If you aren't familiar with Arduino, you can get started here:

https://www.arduino.cc/en/software

Supplies

Step 1: M5Stack Core2 Setup

Follow the M5Stack Core2 Quick Start with Arduino guide at this link:

https://docs.m5stack.com/#/en/arduino/arduino_core...

Once you have completed this guide, test it out by installing and running one of the examples included under the "Examples for M5Stack-Core2" header at File->Examples in the Aurdino IDE.

If you can open, build, and run one of the examples, you're good! You can find more detail on teh M5Stack Core2 libraries at the dedicated GitHub page here:

https://github.com/m5stack/M5Core2

Step 2: Set Up Painless Mesh

Follow this guide on installing additional Arduino libraries:

https://www.arduino.cc/en/guide/libraries

and use info from the Panless Mesh GitLab page here:

https://gitlab.com/painlessMesh/painlessMesh

to install the Painless Mesh library for ESP32 devices.
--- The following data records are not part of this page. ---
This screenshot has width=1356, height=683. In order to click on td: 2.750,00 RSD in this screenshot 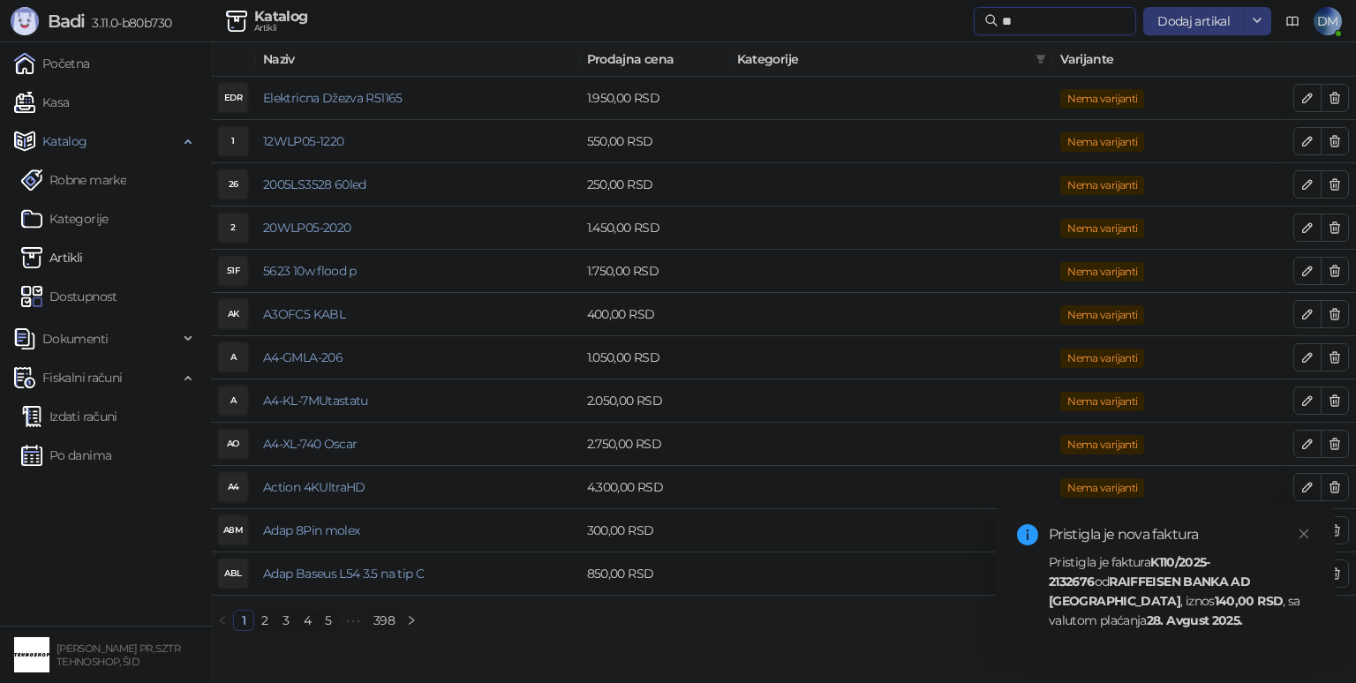, I will do `click(655, 444)`.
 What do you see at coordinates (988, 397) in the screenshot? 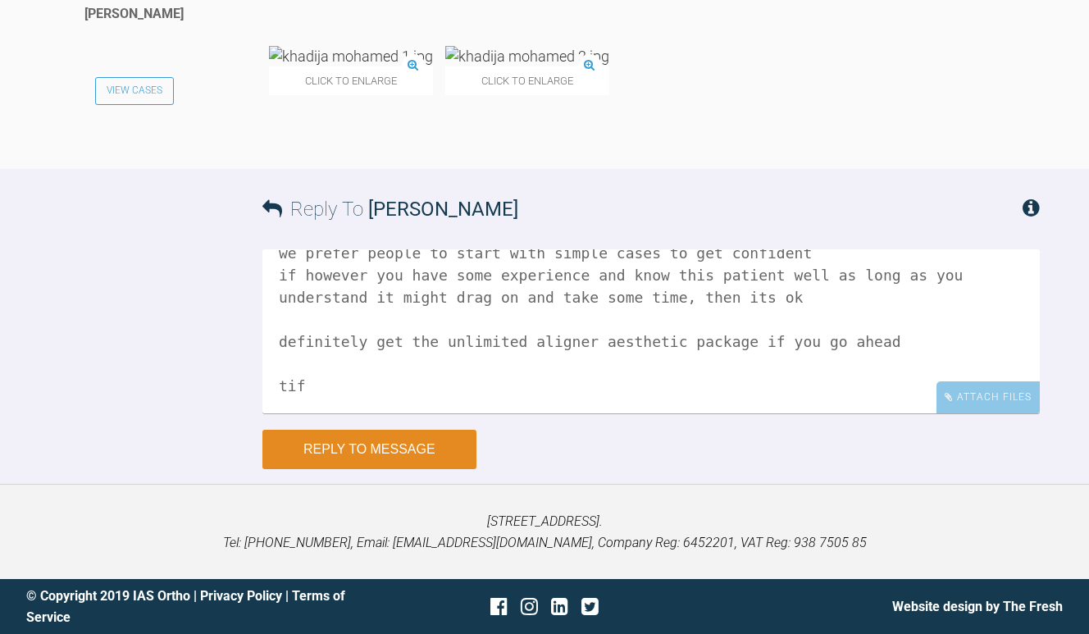
I see `div: Attach Files` at bounding box center [988, 397].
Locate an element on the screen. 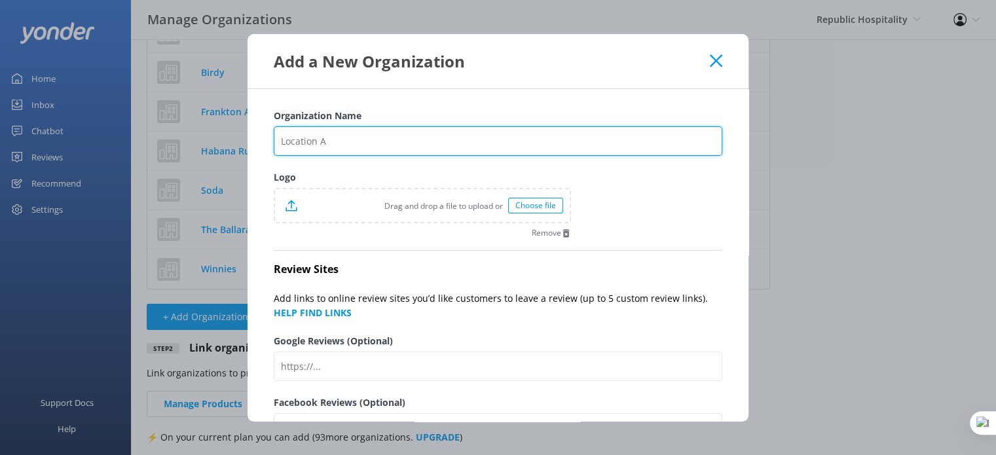  label: Facebook Reviews (Optional) is located at coordinates (498, 403).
After installing the library, you can test it by building the basic.ino example found at File->Examples->under the "Examples from Custom Libraries" head->Painless Mesh.

But be careful! The M5Core2 board setup uses serial communications to drive the display. To get the basic.ino example to build for M5Stack Core2 hardware, you will have to comment out all of the serial lines in the file.

Step 3: Download and Test TouchWithPainlessMesh.ino

Follow the link below to my GitHub, where you can grab touchWithPainlessMesh.ino:

https://github.com/coleminer31/touchWithPainlessMe...

If you properly set up your Arduino IDE and installed the required additional libraries in the previous steps, you should be able to build this .ino file and run it on your M5Stack Core2 hardware!

Once you have the file working, you can use it as a launching point to power your M5Stack Core2 mesh networking projects. Let me know in the comments if you end up using it in anything!